Review: Eternal Sunshine of the Spotless Mind Soundtrack

Listening to the Eternal Sunshine of the Spotless Mind soundtrack echoes the experience of viewing this unique film; the 26 songs bring the listener in and out of the conscious and the dream/memory states presented in the movie.
Consisting of seventeen scores by Jon Brion — who also provided scores for Punch Drunk Love and Magnolia — as well as rock and pop tunes from classic and fresh artists alike, the latter generate a feeling of vitality and awareness while the scores keep calling the listener back into very powerful, sometimes erratic moments reminiscent of a sequence of flashbacks.
Tracks from E.L.O. (“Mr. Blue Sky”), The Polyphonic Spree (“Light and Day”/”It’s the Sun”), Lata Mangashkar (“Wada Na Tod”) and The Willowz (“Sometimes”) are vigorous and energetic. Beck’s cover of the Korgis’ “Everybody’s Gotta Learn Sometimes” recalls life lessons learned. The Willowz’s “I Wonder” contains a self-conscious message and culminates with the line “Please set me free” being repeated several times. The two Don Nelson songs are jazzy, footloose and fun.
Collectively, these songs reflect a certain sense of living in the moment that is so brightly depicted in the film during the scenes in which Jim Carrey and Kate Winslet are together and well connected. Many of these songs are also sunshine-themed or contain lyrics about the sun, connecting the music to the film even more so.
Jon Brion’s scores forge a momentum of eccentricity that is found in the film’s more abstract moments, the moments during which memories are the center of attention. Several play like old phonograph records or filmstrips (“Collecting Things” and “Phone Call”, for example). Others are haunting, sounding like frightening nursery rhymes, too-fast carousel rides, funeral processions, or chases that end in funhouses. Many repeat music found in other scores on the soundtrack, primarily tying back to the only Brion song with vocals, “Strings That Tie To You”. The final score of the ESOTSM soundtrack, “Elephant Parade”, strays from the tone of many of the others, and gives a feeling of starting over.
Because of its variety, the Eternal Sunshine of the Spotless Mind soundtrack bears in mind the bitter-sweetness of the film itself.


_Exercise_: When the string "staggered" occurs in a line of the records, show that line.

_Available records_:
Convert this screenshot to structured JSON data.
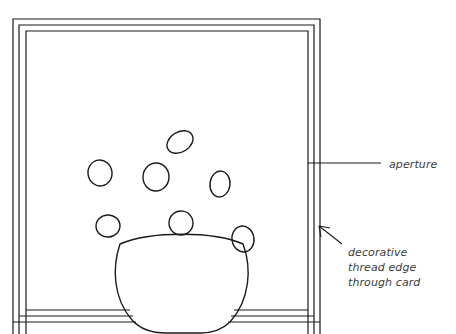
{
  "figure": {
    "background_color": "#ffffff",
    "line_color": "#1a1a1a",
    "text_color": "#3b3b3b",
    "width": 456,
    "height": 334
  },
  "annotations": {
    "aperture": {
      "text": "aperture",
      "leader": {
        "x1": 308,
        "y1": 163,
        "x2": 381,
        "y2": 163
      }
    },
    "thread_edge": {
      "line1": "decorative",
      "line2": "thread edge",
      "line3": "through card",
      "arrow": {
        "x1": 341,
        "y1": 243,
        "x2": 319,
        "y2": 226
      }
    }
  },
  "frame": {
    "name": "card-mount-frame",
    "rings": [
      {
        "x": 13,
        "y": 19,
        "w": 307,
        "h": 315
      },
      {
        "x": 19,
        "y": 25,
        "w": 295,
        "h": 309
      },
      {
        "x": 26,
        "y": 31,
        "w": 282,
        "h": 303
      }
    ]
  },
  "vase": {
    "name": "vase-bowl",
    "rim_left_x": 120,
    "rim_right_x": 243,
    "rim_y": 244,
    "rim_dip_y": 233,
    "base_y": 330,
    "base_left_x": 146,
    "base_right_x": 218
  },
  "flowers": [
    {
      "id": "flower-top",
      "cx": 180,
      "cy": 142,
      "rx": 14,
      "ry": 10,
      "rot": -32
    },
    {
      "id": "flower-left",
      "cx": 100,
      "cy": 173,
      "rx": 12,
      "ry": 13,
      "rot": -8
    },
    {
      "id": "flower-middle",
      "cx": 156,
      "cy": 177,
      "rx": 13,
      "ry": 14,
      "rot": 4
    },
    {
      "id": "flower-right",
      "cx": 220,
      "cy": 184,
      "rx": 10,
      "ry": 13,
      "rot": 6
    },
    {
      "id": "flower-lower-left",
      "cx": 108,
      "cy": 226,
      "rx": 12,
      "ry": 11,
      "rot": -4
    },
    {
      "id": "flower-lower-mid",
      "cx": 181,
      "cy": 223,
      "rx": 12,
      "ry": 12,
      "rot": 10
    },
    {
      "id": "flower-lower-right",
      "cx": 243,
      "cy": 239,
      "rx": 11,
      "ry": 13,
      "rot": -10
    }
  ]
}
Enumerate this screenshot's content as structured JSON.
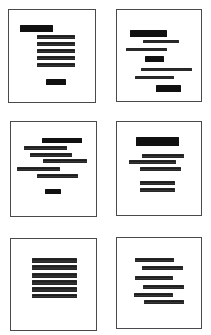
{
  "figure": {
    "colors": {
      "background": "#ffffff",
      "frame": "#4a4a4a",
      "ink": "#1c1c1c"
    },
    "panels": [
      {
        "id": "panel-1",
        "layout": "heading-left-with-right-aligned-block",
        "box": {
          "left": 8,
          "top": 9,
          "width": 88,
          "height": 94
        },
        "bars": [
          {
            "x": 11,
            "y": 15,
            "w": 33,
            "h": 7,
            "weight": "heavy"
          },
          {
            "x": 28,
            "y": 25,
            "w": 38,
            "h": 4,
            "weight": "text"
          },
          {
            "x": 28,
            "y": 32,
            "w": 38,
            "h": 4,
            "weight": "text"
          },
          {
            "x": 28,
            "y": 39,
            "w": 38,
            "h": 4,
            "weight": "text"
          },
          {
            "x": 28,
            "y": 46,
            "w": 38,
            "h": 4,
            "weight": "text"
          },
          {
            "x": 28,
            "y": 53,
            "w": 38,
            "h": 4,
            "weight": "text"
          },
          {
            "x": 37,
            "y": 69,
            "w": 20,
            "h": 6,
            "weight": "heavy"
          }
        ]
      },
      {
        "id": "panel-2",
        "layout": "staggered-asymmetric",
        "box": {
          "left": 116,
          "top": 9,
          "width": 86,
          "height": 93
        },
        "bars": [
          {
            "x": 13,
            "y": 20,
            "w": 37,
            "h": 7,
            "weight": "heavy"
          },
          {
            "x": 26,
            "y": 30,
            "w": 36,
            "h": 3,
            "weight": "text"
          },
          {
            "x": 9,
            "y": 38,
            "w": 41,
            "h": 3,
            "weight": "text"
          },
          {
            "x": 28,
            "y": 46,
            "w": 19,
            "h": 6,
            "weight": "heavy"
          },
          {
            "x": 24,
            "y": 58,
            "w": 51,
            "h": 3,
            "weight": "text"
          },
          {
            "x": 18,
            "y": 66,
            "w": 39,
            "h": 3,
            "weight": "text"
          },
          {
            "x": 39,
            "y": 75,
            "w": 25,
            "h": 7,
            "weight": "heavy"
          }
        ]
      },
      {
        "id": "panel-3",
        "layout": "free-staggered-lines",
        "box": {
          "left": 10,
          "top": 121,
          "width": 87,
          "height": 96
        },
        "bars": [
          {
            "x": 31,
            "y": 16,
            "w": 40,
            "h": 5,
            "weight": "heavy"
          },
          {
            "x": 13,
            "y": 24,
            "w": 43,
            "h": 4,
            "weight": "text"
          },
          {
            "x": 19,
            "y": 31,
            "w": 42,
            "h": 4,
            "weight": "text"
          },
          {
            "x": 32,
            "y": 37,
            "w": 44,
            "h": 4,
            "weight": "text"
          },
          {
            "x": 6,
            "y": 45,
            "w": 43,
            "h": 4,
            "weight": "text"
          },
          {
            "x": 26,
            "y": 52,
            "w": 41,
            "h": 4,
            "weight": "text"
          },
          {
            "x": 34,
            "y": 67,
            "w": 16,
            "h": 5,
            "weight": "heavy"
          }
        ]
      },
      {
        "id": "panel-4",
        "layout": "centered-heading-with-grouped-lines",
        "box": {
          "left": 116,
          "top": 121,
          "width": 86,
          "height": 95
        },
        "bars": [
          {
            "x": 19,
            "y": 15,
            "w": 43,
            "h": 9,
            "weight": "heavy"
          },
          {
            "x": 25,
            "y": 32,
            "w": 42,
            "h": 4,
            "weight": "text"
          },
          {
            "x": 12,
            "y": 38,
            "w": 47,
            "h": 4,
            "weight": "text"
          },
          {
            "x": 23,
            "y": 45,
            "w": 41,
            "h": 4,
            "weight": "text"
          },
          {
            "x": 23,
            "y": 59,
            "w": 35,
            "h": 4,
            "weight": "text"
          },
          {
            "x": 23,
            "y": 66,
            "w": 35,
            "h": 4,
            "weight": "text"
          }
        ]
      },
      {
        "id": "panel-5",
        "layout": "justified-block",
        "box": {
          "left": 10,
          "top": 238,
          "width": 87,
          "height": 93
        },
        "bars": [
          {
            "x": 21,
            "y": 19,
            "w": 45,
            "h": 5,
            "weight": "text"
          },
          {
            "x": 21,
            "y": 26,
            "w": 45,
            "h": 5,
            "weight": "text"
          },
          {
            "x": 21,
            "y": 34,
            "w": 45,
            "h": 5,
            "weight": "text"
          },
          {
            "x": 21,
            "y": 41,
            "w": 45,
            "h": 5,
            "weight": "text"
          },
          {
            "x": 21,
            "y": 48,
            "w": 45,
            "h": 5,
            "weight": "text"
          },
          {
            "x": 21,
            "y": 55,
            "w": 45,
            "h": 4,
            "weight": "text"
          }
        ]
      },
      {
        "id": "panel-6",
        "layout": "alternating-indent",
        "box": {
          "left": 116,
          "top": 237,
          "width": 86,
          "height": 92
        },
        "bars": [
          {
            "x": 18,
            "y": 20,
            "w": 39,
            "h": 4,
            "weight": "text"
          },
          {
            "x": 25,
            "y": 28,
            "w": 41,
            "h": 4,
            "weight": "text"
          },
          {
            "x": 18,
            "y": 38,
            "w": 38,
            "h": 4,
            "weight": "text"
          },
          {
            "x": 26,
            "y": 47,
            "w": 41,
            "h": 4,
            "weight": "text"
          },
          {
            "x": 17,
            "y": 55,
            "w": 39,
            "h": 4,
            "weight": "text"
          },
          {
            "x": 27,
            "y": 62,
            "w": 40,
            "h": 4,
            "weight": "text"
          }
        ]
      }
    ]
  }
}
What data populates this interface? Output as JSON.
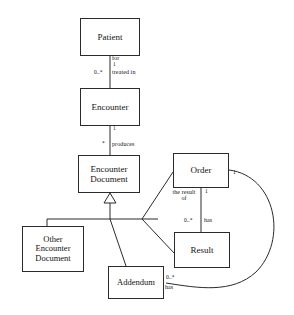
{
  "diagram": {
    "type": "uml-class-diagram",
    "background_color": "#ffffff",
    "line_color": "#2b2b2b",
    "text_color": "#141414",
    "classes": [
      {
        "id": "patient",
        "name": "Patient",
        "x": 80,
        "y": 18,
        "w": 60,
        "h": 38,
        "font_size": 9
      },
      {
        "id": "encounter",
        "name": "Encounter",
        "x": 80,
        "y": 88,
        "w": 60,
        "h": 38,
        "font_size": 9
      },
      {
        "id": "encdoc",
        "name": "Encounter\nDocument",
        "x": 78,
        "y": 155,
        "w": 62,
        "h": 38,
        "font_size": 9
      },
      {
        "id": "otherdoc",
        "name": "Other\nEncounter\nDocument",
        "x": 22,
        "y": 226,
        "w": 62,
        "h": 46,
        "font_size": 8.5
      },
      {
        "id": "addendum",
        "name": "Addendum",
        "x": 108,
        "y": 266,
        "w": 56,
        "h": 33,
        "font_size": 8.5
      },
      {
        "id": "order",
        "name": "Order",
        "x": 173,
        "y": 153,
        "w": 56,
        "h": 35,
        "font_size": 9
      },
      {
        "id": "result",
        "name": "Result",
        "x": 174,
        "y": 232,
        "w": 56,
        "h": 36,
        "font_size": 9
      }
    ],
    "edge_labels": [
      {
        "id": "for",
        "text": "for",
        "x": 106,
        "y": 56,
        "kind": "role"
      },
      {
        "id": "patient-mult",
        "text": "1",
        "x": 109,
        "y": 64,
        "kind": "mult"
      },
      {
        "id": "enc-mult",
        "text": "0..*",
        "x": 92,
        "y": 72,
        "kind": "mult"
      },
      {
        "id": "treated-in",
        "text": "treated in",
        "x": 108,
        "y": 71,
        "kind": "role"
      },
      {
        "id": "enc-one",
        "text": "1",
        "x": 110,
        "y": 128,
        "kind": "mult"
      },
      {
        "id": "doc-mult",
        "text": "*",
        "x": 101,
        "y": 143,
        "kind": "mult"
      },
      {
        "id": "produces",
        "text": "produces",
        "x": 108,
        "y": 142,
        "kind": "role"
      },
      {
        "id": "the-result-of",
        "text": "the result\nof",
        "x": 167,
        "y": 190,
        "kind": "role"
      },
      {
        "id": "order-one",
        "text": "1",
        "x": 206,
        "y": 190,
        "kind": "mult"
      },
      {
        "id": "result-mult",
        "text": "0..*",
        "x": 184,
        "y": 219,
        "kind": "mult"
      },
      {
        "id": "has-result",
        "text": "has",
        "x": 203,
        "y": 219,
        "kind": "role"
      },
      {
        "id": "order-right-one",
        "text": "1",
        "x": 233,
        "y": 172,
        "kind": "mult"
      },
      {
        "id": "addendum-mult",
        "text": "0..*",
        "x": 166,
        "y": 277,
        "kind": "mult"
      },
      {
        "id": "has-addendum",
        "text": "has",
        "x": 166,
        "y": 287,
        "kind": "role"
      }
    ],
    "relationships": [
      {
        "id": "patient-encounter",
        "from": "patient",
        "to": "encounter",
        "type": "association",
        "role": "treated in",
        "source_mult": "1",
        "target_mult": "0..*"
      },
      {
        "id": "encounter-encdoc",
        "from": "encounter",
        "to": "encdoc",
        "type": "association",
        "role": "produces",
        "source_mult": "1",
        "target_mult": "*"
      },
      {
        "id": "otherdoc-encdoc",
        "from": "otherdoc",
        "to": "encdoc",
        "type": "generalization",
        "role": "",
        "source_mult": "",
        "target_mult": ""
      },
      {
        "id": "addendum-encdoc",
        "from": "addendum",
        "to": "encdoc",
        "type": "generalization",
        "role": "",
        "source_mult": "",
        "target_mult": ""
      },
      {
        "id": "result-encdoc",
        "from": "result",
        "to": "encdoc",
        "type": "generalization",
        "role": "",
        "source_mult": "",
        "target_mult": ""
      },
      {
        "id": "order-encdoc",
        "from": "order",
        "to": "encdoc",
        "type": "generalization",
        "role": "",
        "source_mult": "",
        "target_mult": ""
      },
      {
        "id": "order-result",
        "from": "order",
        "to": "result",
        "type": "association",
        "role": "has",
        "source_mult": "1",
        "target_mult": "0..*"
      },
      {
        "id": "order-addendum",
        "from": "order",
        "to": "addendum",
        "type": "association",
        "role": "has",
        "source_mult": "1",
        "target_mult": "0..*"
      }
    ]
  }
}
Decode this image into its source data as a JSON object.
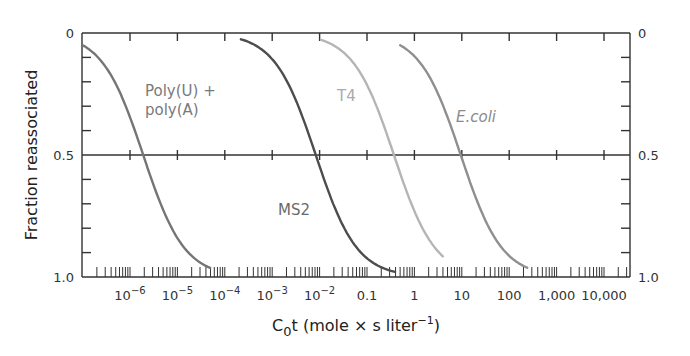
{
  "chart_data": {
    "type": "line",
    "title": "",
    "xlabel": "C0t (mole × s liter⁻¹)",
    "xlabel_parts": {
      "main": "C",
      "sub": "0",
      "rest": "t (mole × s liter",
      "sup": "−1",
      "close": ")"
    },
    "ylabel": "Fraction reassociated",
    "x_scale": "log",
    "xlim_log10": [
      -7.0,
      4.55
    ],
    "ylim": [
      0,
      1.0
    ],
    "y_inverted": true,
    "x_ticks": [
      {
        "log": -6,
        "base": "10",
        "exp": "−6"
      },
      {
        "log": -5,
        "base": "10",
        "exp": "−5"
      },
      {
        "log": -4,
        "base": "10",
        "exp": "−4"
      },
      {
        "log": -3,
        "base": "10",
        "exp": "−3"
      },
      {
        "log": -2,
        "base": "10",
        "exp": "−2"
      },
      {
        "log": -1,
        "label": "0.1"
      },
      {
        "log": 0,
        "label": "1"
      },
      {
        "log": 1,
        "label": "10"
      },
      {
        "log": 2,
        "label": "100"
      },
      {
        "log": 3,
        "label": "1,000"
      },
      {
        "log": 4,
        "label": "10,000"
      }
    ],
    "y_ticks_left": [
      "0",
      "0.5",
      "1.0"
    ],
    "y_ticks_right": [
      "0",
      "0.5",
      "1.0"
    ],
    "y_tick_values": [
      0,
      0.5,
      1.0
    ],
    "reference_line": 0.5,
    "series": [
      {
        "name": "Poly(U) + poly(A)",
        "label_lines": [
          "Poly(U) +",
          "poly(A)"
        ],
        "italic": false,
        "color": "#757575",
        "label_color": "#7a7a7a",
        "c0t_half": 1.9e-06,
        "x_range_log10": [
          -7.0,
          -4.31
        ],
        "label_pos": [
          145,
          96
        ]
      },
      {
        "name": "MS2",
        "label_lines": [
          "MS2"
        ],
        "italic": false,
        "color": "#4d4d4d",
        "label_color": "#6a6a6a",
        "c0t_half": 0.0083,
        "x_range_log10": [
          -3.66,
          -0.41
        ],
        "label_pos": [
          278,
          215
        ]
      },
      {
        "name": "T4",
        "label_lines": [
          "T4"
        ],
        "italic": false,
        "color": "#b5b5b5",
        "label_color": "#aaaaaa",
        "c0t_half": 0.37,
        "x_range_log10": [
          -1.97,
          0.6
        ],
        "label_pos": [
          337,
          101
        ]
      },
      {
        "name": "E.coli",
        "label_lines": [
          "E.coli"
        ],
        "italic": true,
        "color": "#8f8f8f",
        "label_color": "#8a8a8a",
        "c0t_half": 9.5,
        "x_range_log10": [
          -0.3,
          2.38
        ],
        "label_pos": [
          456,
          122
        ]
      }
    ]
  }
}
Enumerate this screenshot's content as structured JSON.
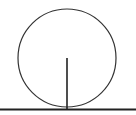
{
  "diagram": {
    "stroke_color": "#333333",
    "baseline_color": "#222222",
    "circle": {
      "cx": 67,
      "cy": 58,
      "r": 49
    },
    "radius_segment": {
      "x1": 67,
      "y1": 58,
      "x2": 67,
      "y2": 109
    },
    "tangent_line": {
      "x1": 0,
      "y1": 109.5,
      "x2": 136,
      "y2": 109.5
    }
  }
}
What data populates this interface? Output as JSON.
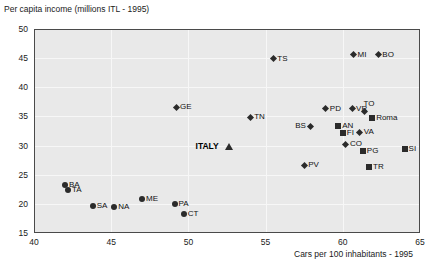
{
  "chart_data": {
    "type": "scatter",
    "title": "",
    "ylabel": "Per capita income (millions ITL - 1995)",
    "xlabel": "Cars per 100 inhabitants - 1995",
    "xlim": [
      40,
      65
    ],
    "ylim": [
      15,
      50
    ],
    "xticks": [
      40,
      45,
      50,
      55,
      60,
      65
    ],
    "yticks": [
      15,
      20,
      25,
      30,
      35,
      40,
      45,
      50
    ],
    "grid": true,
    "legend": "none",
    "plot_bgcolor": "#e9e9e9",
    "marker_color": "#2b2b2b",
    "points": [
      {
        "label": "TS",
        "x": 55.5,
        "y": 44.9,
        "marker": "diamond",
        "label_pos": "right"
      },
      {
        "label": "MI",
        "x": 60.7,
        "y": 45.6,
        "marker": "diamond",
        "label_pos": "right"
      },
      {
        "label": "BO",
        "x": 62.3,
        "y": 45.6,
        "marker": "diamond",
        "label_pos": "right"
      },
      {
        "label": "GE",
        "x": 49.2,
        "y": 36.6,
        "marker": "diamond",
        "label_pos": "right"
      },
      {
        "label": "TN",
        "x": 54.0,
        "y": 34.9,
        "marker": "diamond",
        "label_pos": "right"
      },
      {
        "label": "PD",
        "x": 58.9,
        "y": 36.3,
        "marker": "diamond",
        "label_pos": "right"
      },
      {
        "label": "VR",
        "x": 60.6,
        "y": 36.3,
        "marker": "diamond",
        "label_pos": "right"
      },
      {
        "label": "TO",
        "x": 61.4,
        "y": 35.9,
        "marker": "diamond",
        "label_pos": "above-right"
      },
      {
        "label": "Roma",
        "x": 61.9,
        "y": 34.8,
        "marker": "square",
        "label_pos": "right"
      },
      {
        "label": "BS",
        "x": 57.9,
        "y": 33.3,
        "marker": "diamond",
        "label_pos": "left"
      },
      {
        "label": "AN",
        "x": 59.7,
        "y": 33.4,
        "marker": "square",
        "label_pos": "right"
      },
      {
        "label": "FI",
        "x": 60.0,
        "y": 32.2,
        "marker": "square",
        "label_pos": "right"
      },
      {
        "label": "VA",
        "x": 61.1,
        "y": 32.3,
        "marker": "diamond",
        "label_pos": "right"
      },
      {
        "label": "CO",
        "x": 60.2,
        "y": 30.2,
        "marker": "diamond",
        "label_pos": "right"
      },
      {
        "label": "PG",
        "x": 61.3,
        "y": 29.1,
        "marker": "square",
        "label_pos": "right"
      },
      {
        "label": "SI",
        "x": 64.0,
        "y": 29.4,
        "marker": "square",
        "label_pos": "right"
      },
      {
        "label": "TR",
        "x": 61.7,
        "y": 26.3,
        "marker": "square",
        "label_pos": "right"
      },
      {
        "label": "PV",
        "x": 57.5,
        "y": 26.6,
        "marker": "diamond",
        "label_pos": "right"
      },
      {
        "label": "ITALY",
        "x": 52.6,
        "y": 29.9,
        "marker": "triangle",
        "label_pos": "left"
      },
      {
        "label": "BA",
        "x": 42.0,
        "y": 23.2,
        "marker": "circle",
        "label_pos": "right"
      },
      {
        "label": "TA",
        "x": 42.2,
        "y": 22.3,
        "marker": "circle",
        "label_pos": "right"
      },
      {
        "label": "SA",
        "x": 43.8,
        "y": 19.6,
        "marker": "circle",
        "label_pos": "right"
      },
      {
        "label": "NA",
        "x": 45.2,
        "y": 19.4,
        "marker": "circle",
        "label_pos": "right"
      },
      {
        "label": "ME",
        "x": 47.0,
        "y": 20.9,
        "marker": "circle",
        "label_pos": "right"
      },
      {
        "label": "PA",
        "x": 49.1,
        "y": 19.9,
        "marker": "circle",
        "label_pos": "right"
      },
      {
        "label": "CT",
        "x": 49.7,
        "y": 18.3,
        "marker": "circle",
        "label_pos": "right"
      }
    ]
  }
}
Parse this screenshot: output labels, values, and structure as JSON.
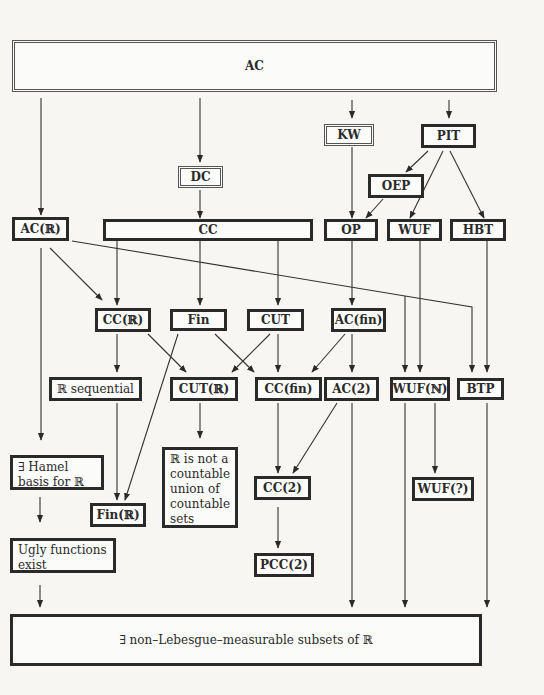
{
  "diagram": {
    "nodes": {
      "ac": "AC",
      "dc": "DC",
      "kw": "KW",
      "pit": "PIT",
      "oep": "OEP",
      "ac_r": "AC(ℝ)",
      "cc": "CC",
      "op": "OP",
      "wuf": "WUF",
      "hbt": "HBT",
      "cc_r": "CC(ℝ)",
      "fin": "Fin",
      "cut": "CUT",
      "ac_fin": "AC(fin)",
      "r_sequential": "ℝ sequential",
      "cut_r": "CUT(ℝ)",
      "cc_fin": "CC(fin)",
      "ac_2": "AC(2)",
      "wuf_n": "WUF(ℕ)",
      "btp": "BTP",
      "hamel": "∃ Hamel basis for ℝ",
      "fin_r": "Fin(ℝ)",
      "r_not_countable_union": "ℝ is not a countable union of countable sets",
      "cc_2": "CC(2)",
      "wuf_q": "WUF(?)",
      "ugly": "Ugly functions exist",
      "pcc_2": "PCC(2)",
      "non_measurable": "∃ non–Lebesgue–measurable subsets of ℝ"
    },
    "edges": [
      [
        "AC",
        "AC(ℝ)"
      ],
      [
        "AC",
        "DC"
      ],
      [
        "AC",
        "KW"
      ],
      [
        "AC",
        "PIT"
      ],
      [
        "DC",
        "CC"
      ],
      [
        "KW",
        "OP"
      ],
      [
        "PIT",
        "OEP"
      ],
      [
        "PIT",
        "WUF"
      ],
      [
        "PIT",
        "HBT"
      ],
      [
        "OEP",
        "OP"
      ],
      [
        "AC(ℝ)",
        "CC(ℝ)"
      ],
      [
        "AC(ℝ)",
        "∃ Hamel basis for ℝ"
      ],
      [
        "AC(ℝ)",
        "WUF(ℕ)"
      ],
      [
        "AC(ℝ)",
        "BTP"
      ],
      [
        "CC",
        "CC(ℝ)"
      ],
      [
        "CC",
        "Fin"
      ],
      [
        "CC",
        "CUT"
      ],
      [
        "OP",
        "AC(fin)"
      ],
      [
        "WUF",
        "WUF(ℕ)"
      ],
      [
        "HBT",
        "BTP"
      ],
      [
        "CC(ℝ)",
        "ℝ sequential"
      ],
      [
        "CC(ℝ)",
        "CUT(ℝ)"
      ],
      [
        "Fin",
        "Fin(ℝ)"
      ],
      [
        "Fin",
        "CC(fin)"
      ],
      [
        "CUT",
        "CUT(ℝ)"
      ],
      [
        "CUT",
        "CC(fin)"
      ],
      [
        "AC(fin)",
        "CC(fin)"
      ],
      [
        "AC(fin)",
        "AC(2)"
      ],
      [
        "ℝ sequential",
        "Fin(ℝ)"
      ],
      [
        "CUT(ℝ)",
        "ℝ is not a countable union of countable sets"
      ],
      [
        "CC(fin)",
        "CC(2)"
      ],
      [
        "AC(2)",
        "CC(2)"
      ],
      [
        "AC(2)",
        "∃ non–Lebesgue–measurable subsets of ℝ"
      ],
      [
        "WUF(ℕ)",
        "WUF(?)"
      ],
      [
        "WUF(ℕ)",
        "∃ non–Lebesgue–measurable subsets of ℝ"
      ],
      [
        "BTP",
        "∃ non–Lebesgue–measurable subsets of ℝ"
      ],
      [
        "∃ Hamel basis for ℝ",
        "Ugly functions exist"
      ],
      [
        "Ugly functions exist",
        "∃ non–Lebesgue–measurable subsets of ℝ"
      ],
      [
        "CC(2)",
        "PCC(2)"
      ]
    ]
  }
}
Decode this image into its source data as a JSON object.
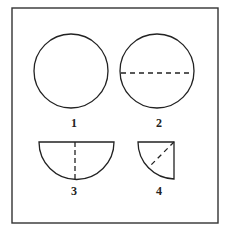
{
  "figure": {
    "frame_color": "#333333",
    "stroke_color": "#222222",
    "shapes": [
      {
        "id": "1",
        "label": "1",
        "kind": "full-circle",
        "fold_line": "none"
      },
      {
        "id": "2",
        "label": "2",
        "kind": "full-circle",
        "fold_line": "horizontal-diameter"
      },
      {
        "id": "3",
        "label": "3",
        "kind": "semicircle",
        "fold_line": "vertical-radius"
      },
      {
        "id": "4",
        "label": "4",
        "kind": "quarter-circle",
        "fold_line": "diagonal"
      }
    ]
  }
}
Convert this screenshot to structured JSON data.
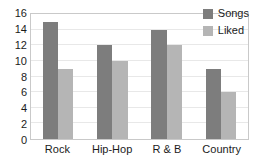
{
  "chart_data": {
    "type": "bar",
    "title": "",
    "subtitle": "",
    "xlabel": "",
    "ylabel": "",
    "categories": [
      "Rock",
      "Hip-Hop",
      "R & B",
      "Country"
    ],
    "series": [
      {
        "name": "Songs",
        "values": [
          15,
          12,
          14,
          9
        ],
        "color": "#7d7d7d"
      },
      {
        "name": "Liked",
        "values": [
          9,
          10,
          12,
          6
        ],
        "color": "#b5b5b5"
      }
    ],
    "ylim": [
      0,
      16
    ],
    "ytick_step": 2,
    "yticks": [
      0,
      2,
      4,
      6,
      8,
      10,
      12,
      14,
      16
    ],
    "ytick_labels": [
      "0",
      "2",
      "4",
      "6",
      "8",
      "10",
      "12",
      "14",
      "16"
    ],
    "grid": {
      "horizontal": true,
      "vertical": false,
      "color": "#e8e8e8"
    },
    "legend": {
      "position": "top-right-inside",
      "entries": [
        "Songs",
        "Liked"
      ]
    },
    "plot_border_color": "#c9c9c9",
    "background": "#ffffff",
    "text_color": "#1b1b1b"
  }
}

_Task solution_:
        "layout": "staggered-asymmetric",
        "layout": "free-staggered-lines",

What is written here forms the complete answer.